173. Performance Verification
- From Univ-Oregon to Univ-Delaware
- Tight link is a 155Mbps link
- Compare Pathload estimate with MRTG readings
- MRTG is a tool to display the utilized bandwidth
of a link based on information that comes
directly from the router interface - An MRTG reading is a 5-min average
- Poaload report the weighted average of
consecutive runs over 5 min (each run takes 10-30
sec) -
18- PathLoad estimate falls within the MRTG range in
10 out of 12 runs
194. Variability of Available Bandwidth (1)
- Relative variation index
- 1. Heavier tight link utilization leads to higher
available bandwidth variability
204. Variability of Available Bandwidth (2)

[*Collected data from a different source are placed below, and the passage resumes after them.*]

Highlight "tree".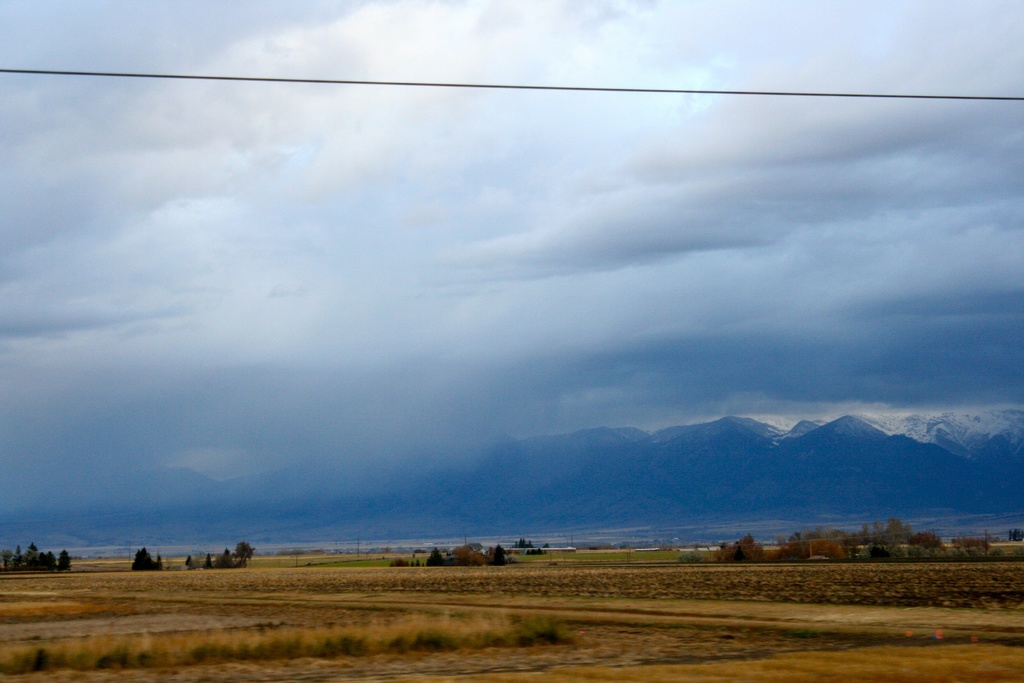
Highlighted region: x1=129, y1=546, x2=165, y2=576.
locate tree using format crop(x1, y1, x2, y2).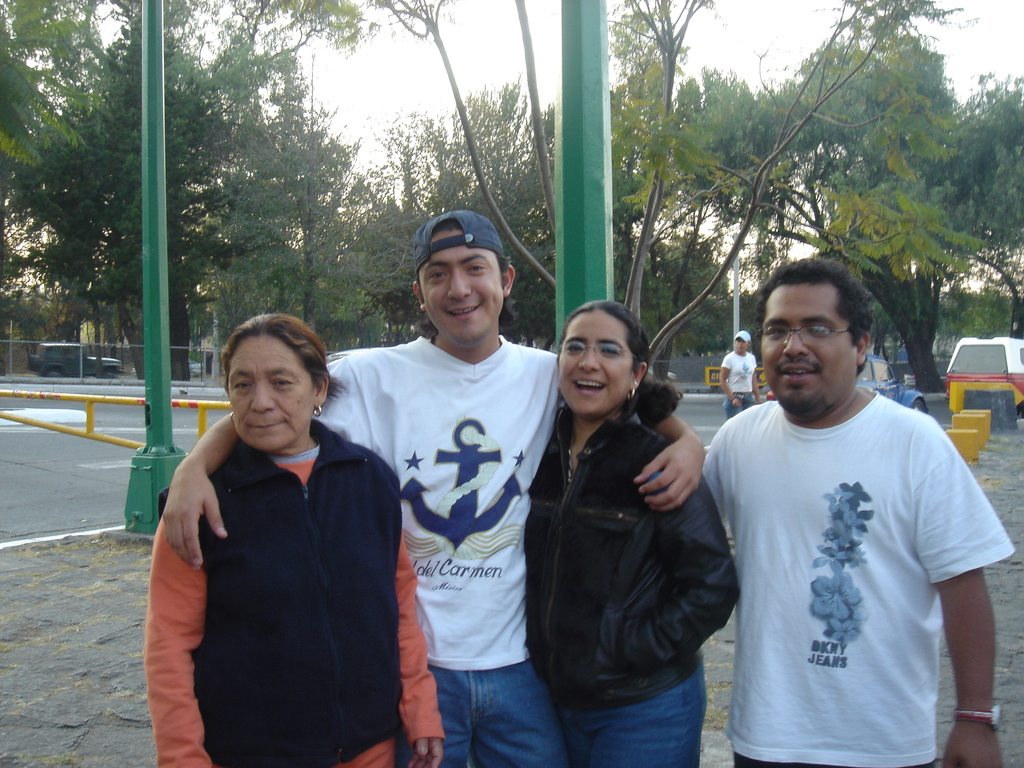
crop(938, 68, 1023, 342).
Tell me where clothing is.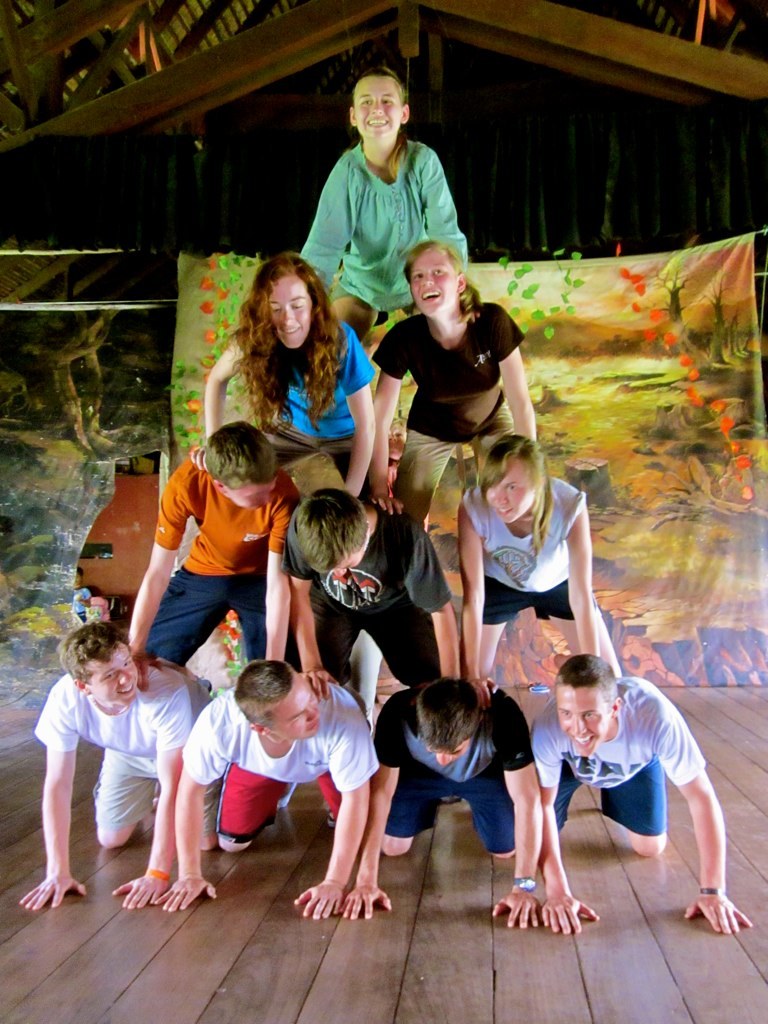
clothing is at (465, 468, 584, 627).
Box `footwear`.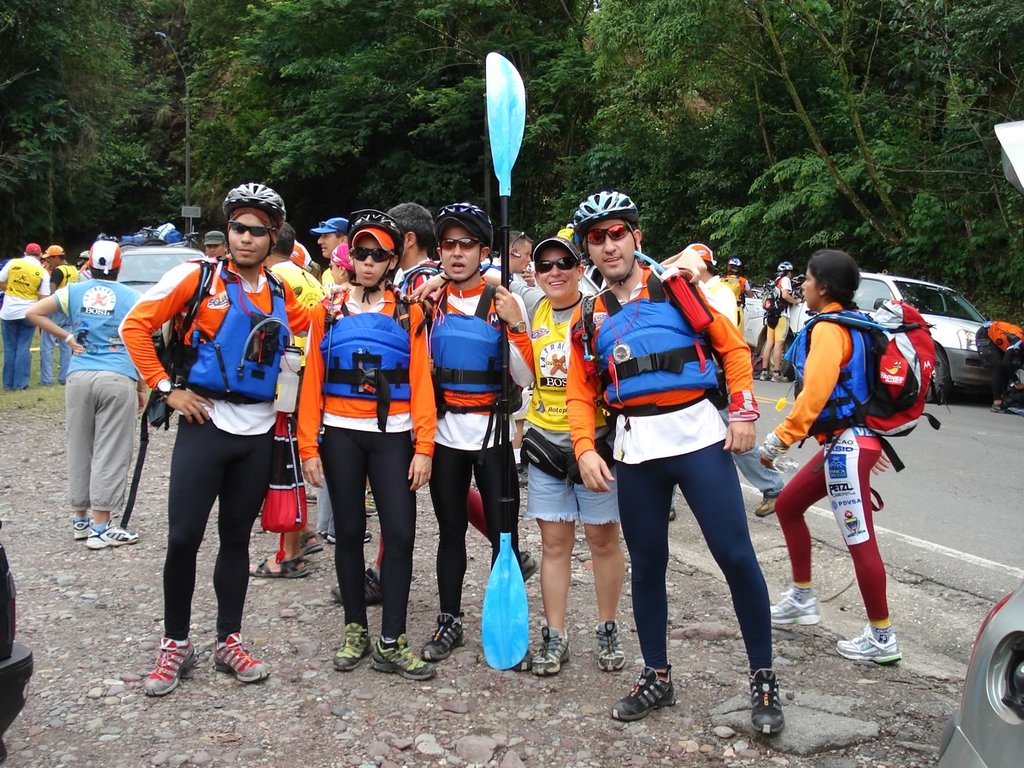
crop(767, 591, 818, 625).
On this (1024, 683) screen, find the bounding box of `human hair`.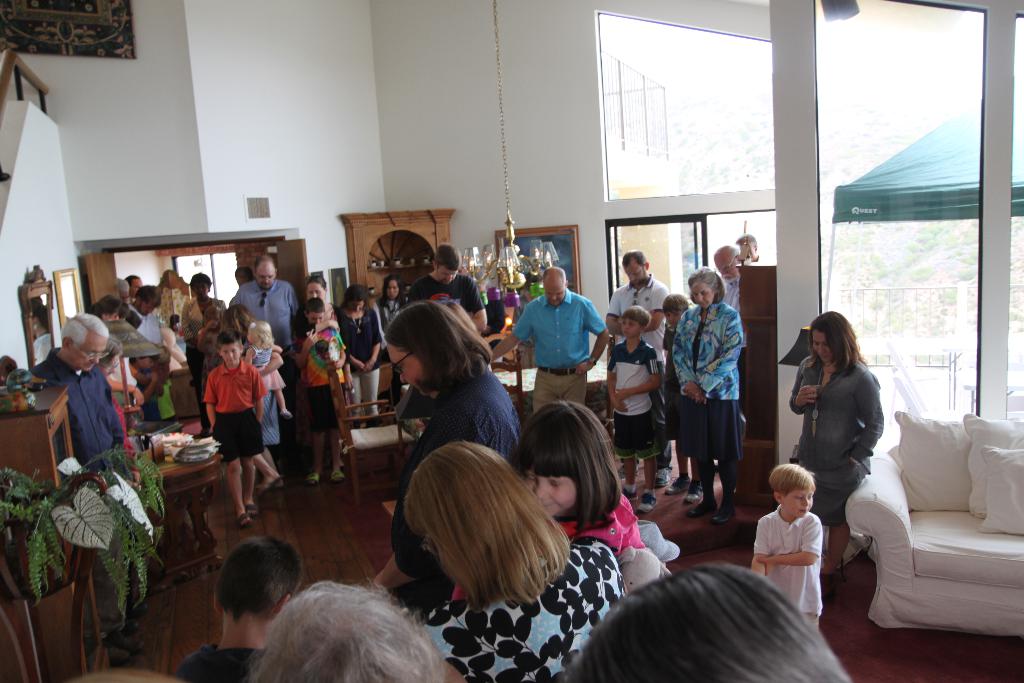
Bounding box: <bbox>235, 266, 253, 281</bbox>.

- 2. Longer probing streams observe lower available
bandwidth variability, but also can be more
intrusive
215. TCP Throughput and Available Bandwidth
- IETF (Internet Engineering Task Force) recommends
the Bulk-Transfer-Capacity (BTC) metric to
characterize the ability of a path to transfer
large files using TCP - BTC of a path is the throughput of a persistent
(bulk) TCP transfer, which is only limited by the
network resources and not by buffers or end
systems.
22BTC vs. PathLoad
- Partition 25-min measurement into 5 intervals
(A), (B), (C), (D) and (E) - Perform a BTC connection (PathLoad) during (B)

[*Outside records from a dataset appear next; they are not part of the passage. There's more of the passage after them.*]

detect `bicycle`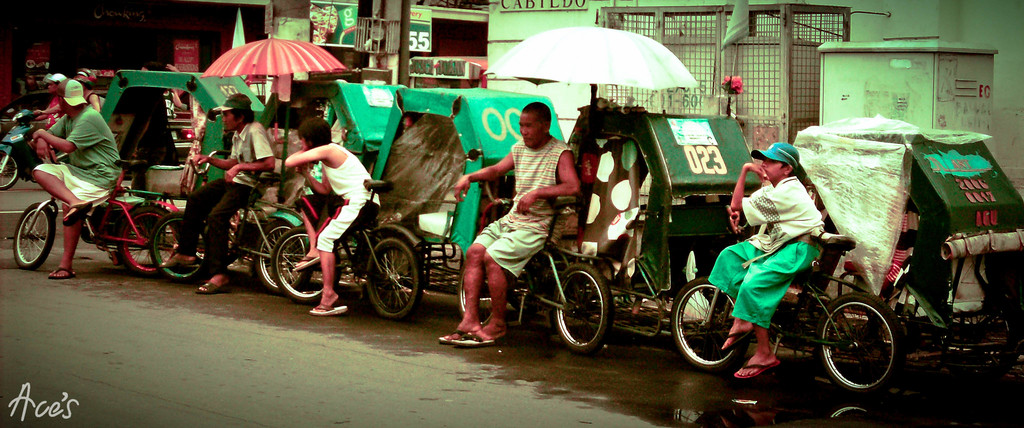
[16, 151, 179, 266]
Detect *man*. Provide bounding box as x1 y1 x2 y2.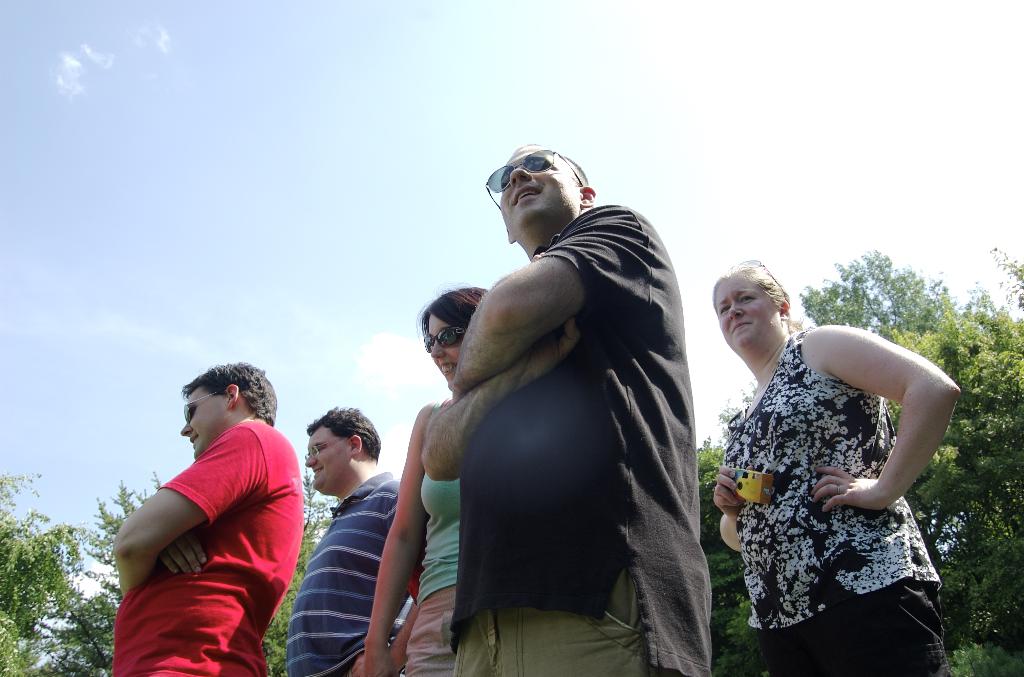
290 406 422 676.
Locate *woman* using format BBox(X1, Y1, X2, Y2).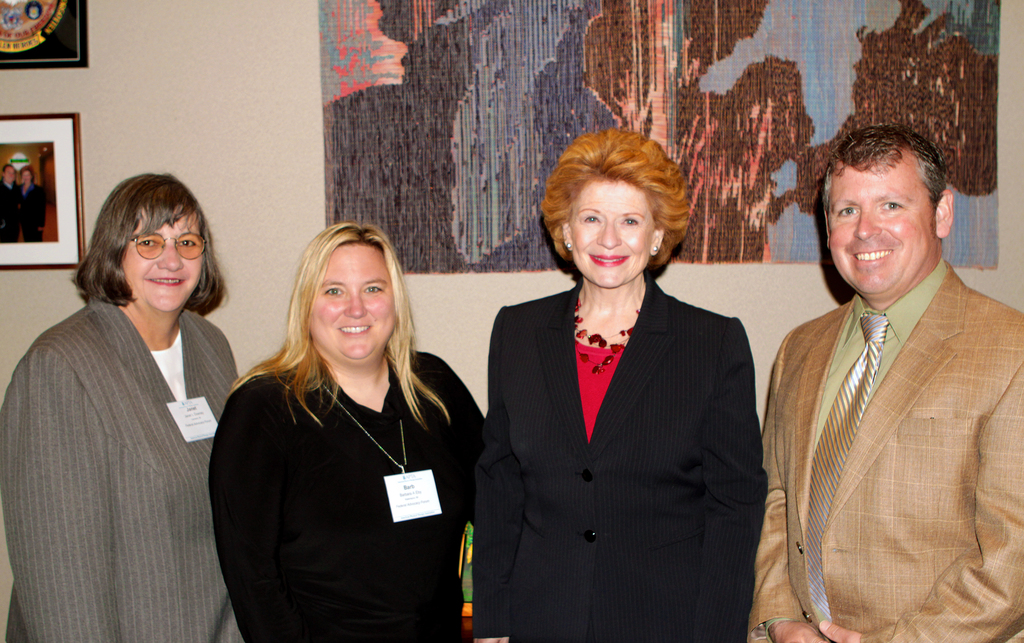
BBox(0, 171, 248, 642).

and (D) - BTC can get more bandwidth than what was
previously available, grabbing part of the
throughput of other TCP connections - BTC causes significant decrease in the available
bandwidth, while PathLoad does not.
236. Conclusion
- Basic idea is simple looking at the trend of
delays of a periodic stream. - Algorithm is well designed.
- Actual experiments to verify methodology.
- PathLoad does not cause significant increase in
network utilization. - Almost all parameters are empirical.